For Parents

For Parents

Parent-Delivered Intervention in Infants at Risk for ASD

A research study shows early evidence that parent-mediated therapy may help infants’ social attention even before an autism spectrum disorder (ASD) diagnosis

What was the study about?

Social attention is the ability to focus one’s attention on important social cues such as faces. This study tested whether teaching parents strategies for interacting with their infants could improve social attention in infants at risk for ASD. The study compared two groups of infants who were randomly picked to receive a parent-delivered therapy program or ongoing assessments without therapy. The 10-week therapy program, called Promoting First Relationships (PFR), focused on increasing parents’ responsiveness to their infants’ communication. Some of the infants were at high risk of ASD because they had an older sibling with autism while others were at low risk because they had no family members with ASD. The researchers tested all of the infants at the beginning of the study, 6 months later, and 12 months after that. They observed how the infant’s attention to faces changed over time. They compared differences in those who received therapy versus those who did not and infants at high risk of ASD versus those with low risk. Differences between the groups helped them understand if the treatment worked to improve social attention and with which types of infants it worked.

 

The authors also investigated how to measure infants’ social attention using tests of their brain activity (EEG). EEG results are a potential way to detect ASD in infancy, and the test may be more sensitive than a human observer at this age!

 

What did they find and what does it mean?

The researchers found that infants at high risk of ASD who received the therapy program showed improvements in their social attention. These improvements were seen in typical behavior assessments (looking at pictures of faces compared to pictures of toys) as well as in brain scans. These results are another piece of evidence that parent-delivered therapy can help improve young children’s social skills. Unique to this study is the finding that doing parent-delivered therapy with infants at high risk of ASD can potentially impact the way the infants’ brains process social cues. This may be a new avenue for treatment.

 

Why does it matter?

In one of our previous blog posts, we talked about the importance of detecting ASD early in life and a new way that may be possible. We also discussed the benefits of starting therapy as soon as possible. Here the authors present a specific way therapy may improve a child’s skills before we are currently able to diagnose ASD!

 

What’s next?

Continued growth of the ways in which researchers can use brain activity to detect behaviors is a key part of this study. Brain activity measures for diagnosis or screening are very exciting, but as of now there is still much work to be done for them to be potentially used by speech-language pathologists or pediatricians. In the meantime, this is another great piece of evidence that teaching parents strategies to use with their children is feasible and beneficial.

 

 

Works Cited

Jones, E., Dawson, G., Kelly, J., Estes, A., & Webb, S. J. (2017). Parent-delivered early intervention in infants at risk for ASD: effects on electrophysiological and habituation measures of social attention. Autism Research.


Task item:
Only lines that contain the word "page" belong in the answer; copy them from the records below.

Records for this exercise:
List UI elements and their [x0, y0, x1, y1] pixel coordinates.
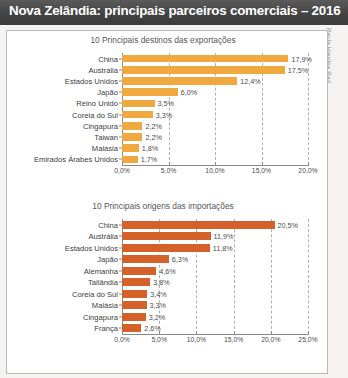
x-axis-line: [122, 334, 308, 335]
bar-value-label: 3,5%: [158, 99, 174, 108]
chart-row: 2,2%Taiwan: [122, 131, 308, 142]
bar: [122, 156, 138, 164]
x-tick-label: 10,0%: [205, 167, 224, 174]
category-label: Alemanha: [84, 266, 118, 275]
category-tick: [119, 270, 122, 271]
bar: [122, 111, 153, 119]
x-tick-label: 5,0%: [151, 336, 167, 343]
bar-value-label: 2,2%: [145, 121, 161, 130]
category-tick: [119, 114, 122, 115]
category-label: China: [98, 54, 118, 63]
x-tick-label: 20,0%: [298, 167, 317, 174]
bar-value-label: 11,8%: [213, 243, 233, 252]
category-label: Estados Unidos: [65, 76, 118, 85]
chart-row: 3,4%Coreia do Sul: [122, 288, 308, 300]
bar-value-label: 1,8%: [142, 144, 158, 153]
category-tick: [119, 125, 122, 126]
category-label: Austrália: [88, 232, 118, 241]
chart-row: 17,5%Austrália: [122, 64, 308, 75]
bar-value-label: 17,5%: [288, 65, 308, 74]
x-tick-mark: [122, 162, 123, 166]
bar-value-label: 6,0%: [181, 88, 197, 97]
bar: [122, 232, 211, 240]
category-label: Cingapura: [83, 312, 118, 321]
bar-value-label: 3,8%: [153, 278, 169, 287]
page-title: Nova Zelândia: principais parceiros come…: [9, 3, 340, 18]
bar-value-label: 20,5%: [278, 220, 298, 229]
chart-row: 3,5%Reino Unido: [122, 98, 308, 109]
category-label: Austrália: [88, 65, 118, 74]
category-tick: [119, 136, 122, 137]
bar: [122, 290, 147, 298]
bar-value-label: 3,3%: [150, 301, 166, 310]
bar: [122, 77, 237, 85]
bar: [122, 66, 285, 74]
chart-row: 1,8%Malásia: [122, 143, 308, 154]
category-label: China: [98, 220, 118, 229]
chart-row: 4,6%Alemanha: [122, 265, 308, 277]
chart-exports: 10 Principais destinos das exportações 1…: [7, 31, 327, 201]
x-tick-label: 10,0%: [187, 336, 206, 343]
x-tick-label: 25,0%: [298, 336, 317, 343]
chart-imports-plot: 20,5%China11,9%Austrália11,8%Estados Uni…: [122, 219, 308, 334]
x-tick-mark: [159, 331, 160, 335]
chart-row: 3,3%Malásia: [122, 300, 308, 312]
category-tick: [119, 247, 122, 248]
x-tick-mark: [308, 331, 309, 335]
x-tick-label: 0,0%: [114, 167, 130, 174]
category-tick: [119, 316, 122, 317]
bar-value-label: 2,2%: [145, 132, 161, 141]
bar: [122, 313, 146, 321]
category-tick: [119, 328, 122, 329]
chart-row: 6,3%Japão: [122, 254, 308, 266]
figure-frame: 10 Principais destinos das exportações 1…: [6, 30, 328, 374]
category-label: Cingapura: [83, 121, 118, 130]
bar-value-label: 3,4%: [150, 289, 166, 298]
category-tick: [119, 305, 122, 306]
bar: [122, 100, 155, 108]
chart-exports-plot: 17,9%China17,5%Austrália12,4%Estados Uni…: [122, 53, 308, 165]
category-label: Estados Unidos: [65, 243, 118, 252]
figure-title-bar: Nova Zelândia: principais parceiros come…: [0, 0, 348, 25]
chart-imports-bars: 20,5%China11,9%Austrália11,8%Estados Uni…: [122, 219, 308, 334]
bar: [122, 267, 156, 275]
bar: [122, 301, 147, 309]
category-tick: [119, 92, 122, 93]
category-tick: [119, 282, 122, 283]
category-tick: [119, 293, 122, 294]
chart-imports-title: 10 Principais origens das importações: [7, 201, 319, 211]
x-tick-mark: [196, 331, 197, 335]
category-tick: [119, 236, 122, 237]
chart-row: 3,2%Cingapura: [122, 311, 308, 323]
x-tick-mark: [234, 331, 235, 335]
bar: [122, 255, 169, 263]
category-label: Japão: [97, 255, 118, 264]
category-tick: [119, 58, 122, 59]
bar-value-label: 3,2%: [149, 312, 165, 321]
x-tick-label: 15,0%: [224, 336, 243, 343]
bar-value-label: 3,3%: [156, 110, 172, 119]
x-tick-mark: [122, 331, 123, 335]
category-tick: [119, 69, 122, 70]
chart-row: 2,2%Cingapura: [122, 120, 308, 131]
category-label: Reino Unido: [76, 99, 118, 108]
bar: [122, 221, 275, 229]
chart-row: 12,4%Estados Unidos: [122, 75, 308, 86]
bar: [122, 133, 142, 141]
x-tick-mark: [169, 162, 170, 166]
chart-row: 3,3%Coreia do Sul: [122, 109, 308, 120]
category-label: Malásia: [92, 144, 118, 153]
gridline: [308, 53, 309, 165]
gridline: [308, 219, 309, 334]
bar-value-label: 4,6%: [159, 266, 175, 275]
chart-exports-title: 10 Principais destinos das exportações: [7, 35, 319, 45]
bar: [122, 278, 150, 286]
x-tick-mark: [215, 162, 216, 166]
category-tick: [119, 159, 122, 160]
chart-row: 3,8%Tailândia: [122, 277, 308, 289]
bar: [122, 324, 141, 332]
chart-row: 11,9%Austrália: [122, 231, 308, 243]
category-tick: [119, 103, 122, 104]
bar: [122, 55, 288, 63]
category-tick: [119, 259, 122, 260]
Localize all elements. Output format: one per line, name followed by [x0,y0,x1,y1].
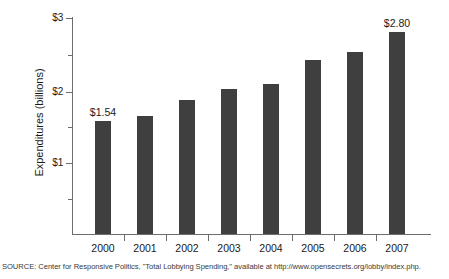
bar-2007[interactable] [389,32,405,234]
y-tick-label-1-wrap: $1 [30,158,63,168]
x-tick-sep-4 [250,235,251,241]
x-axis-label-2002: 2002 [167,243,207,254]
x-tick-sep-1 [124,235,125,241]
lobbying-expenditures-bar-chart: Expenditures (billions) $3 $2 $1 [0,0,449,279]
bar-value-label-2007: $2.80 [372,18,422,29]
bar-value-label-2000: $1.54 [78,107,128,118]
x-tick-sep-5 [292,235,293,241]
bar-2003[interactable] [221,89,237,234]
y-tick-label-1: $1 [33,158,63,168]
x-axis-line [72,234,431,235]
x-tick-sep-7 [376,235,377,241]
y-axis-title: Expenditures (billions) [34,53,45,193]
plot-area: Expenditures (billions) $3 $2 $1 [0,0,449,256]
y-tick-label-2: $2 [33,87,63,97]
bar-2006[interactable] [347,52,363,234]
x-tick-sep-2 [166,235,167,241]
y-tick-minor-1-5 [68,127,73,128]
y-tick-2 [66,92,73,93]
x-axis-label-2007: 2007 [377,243,417,254]
source-note: SOURCE: Center for Responsive Politics, … [2,262,448,271]
y-tick-minor-2-5 [68,55,73,56]
x-axis-label-2001: 2001 [125,243,165,254]
x-axis-label-2006: 2006 [335,243,375,254]
y-axis-line [72,17,73,235]
y-tick-3 [66,18,73,19]
bar-2005[interactable] [305,60,321,234]
x-axis-label-2005: 2005 [293,243,333,254]
y-tick-1 [66,163,73,164]
y-tick-minor-0-5 [68,199,73,200]
bar-2000[interactable] [95,121,111,234]
x-axis-label-2003: 2003 [209,243,249,254]
x-axis-label-2000: 2000 [83,243,123,254]
bar-2001[interactable] [137,116,153,234]
bar-2002[interactable] [179,100,195,234]
x-tick-sep-6 [334,235,335,241]
bar-2004[interactable] [263,84,279,234]
y-tick-label-2-wrap: $2 [30,87,63,97]
y-tick-label-3-wrap: $3 [30,13,63,23]
x-axis-label-2004: 2004 [251,243,291,254]
y-tick-label-3: $3 [33,13,63,23]
x-tick-sep-3 [208,235,209,241]
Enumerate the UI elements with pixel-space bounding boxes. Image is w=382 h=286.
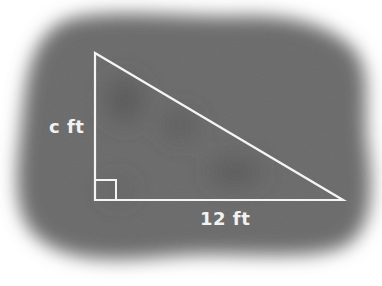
vertical-leg-label: c ft: [49, 118, 84, 136]
diagram-canvas: c ft 12 ft: [0, 0, 382, 286]
triangle-figure: [0, 0, 382, 286]
horizontal-leg-label: 12 ft: [200, 210, 250, 228]
background-blob: [0, 0, 382, 286]
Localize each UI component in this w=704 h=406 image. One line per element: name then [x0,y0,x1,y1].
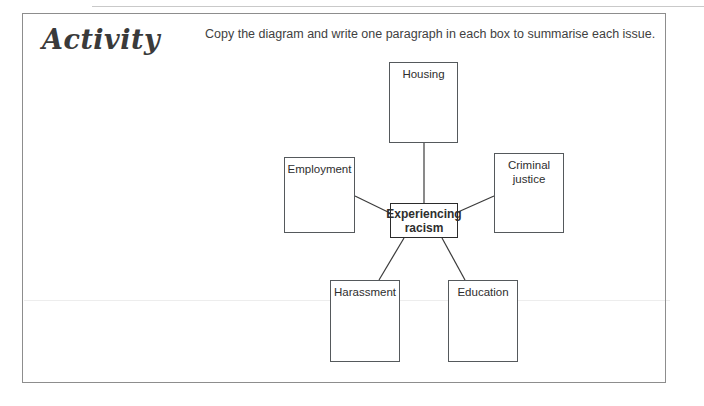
node-harassment[interactable]: Harassment [330,280,400,362]
node-criminal-justice[interactable]: Criminal justice [494,153,564,233]
racism-issues-diagram: Housing Employment Criminal justice Hara… [0,0,704,406]
node-employment-label: Employment [285,158,354,177]
center-label-line1: Experiencing [386,207,461,221]
node-education-label: Education [449,281,517,300]
connector-harassment [379,238,404,280]
node-experiencing-racism-label: Experiencingracism [386,207,461,235]
node-housing-label: Housing [390,63,457,82]
node-criminal-justice-label-line2: justice [495,173,563,187]
node-housing[interactable]: Housing [389,62,458,143]
connector-education [442,238,465,280]
node-employment[interactable]: Employment [284,157,355,233]
center-label-line2: racism [405,221,444,235]
connector-employment [355,196,390,213]
node-experiencing-racism[interactable]: Experiencingracism [390,203,458,238]
connector-criminal-justice [458,196,494,212]
node-education[interactable]: Education [448,280,518,362]
node-harassment-label: Harassment [331,281,399,300]
activity-page: Activity Copy the diagram and write one … [0,0,704,406]
node-criminal-justice-label-line1: Criminal [495,154,563,173]
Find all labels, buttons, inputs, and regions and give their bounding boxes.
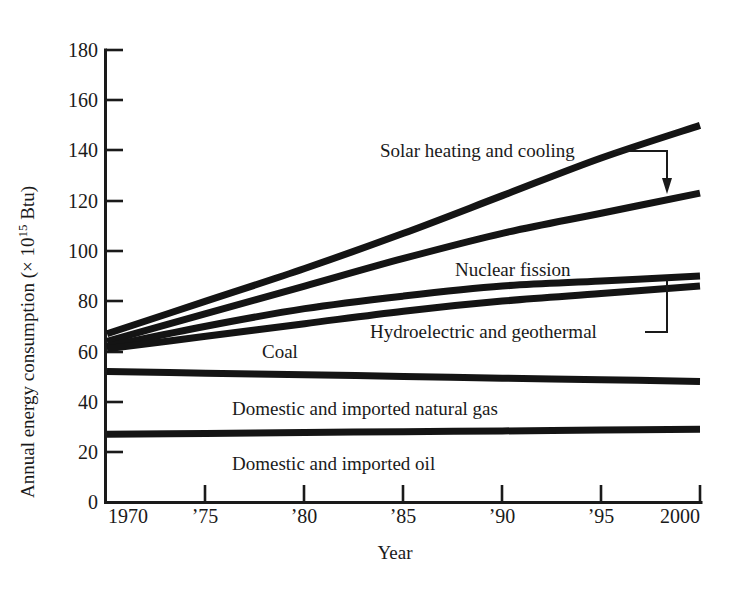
y-tick-label-20: 20 [78, 441, 98, 463]
y-tick-label-160: 160 [68, 89, 98, 111]
y-axis-title-group: Annual energy consumption (× 1015 Btu) [15, 186, 39, 498]
series-line-domestic-and-imported-natural-gas [107, 371, 700, 381]
y-tick-label-60: 60 [78, 341, 98, 363]
energy-consumption-line-chart: Annual energy consumption (× 1015 Btu) 1… [0, 0, 756, 594]
series-line-domestic-and-imported-oil [107, 429, 700, 434]
x-axis-ticks: 1970 ’75 ’80 ’85 ’90 ’95 2000 [108, 485, 700, 527]
x-axis-title: Year [377, 542, 413, 563]
x-tick-label-1985: ’85 [390, 505, 417, 527]
y-axis-title: Annual energy consumption (× 1015 Btu) [15, 186, 39, 498]
y-axis-title-prefix: Annual energy consumption (× 10 [17, 238, 39, 499]
x-tick-label-1995: ’95 [588, 505, 615, 527]
series-label-domestic-and-imported-oil: Domestic and imported oil [232, 453, 435, 474]
x-tick-label-1975: ’75 [192, 505, 219, 527]
y-tick-label-180: 180 [68, 39, 98, 61]
x-tick-label-1990: ’90 [489, 505, 516, 527]
y-tick-label-40: 40 [78, 391, 98, 413]
solar-callout-leader [614, 151, 667, 178]
figure-container: Annual energy consumption (× 1015 Btu) 1… [0, 0, 756, 594]
y-tick-label-80: 80 [78, 290, 98, 312]
x-tick-label-2000: 2000 [660, 505, 700, 527]
solar-callout-arrowhead-icon [662, 178, 672, 194]
x-tick-label-1980: ’80 [291, 505, 318, 527]
y-axis-ticks: 180 160 140 120 100 80 60 40 20 0 [68, 39, 123, 513]
series-label-coal: Coal [262, 341, 298, 362]
series-group [107, 125, 700, 434]
y-tick-label-120: 120 [68, 190, 98, 212]
x-tick-label-1970: 1970 [108, 505, 148, 527]
y-axis-title-suffix: Btu) [17, 186, 39, 225]
series-label-hydroelectric-and-geothermal: Hydroelectric and geothermal [370, 321, 597, 342]
series-label-nuclear-fission: Nuclear fission [455, 259, 571, 280]
y-tick-label-140: 140 [68, 139, 98, 161]
y-tick-label-0: 0 [88, 491, 98, 513]
series-label-solar-heating-and-cooling: Solar heating and cooling [380, 140, 575, 161]
series-line-nuclear-fission [107, 193, 700, 341]
y-tick-label-100: 100 [68, 240, 98, 262]
series-label-domestic-and-imported-natural-gas: Domestic and imported natural gas [232, 398, 498, 419]
y-axis-title-exponent: 15 [15, 225, 30, 238]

Solution:
page-title: Nova Zelândia: principais parceiros come…: [9, 3, 340, 18]
activity-page: Activity Copy the diagram and write one … [0,0,704,406]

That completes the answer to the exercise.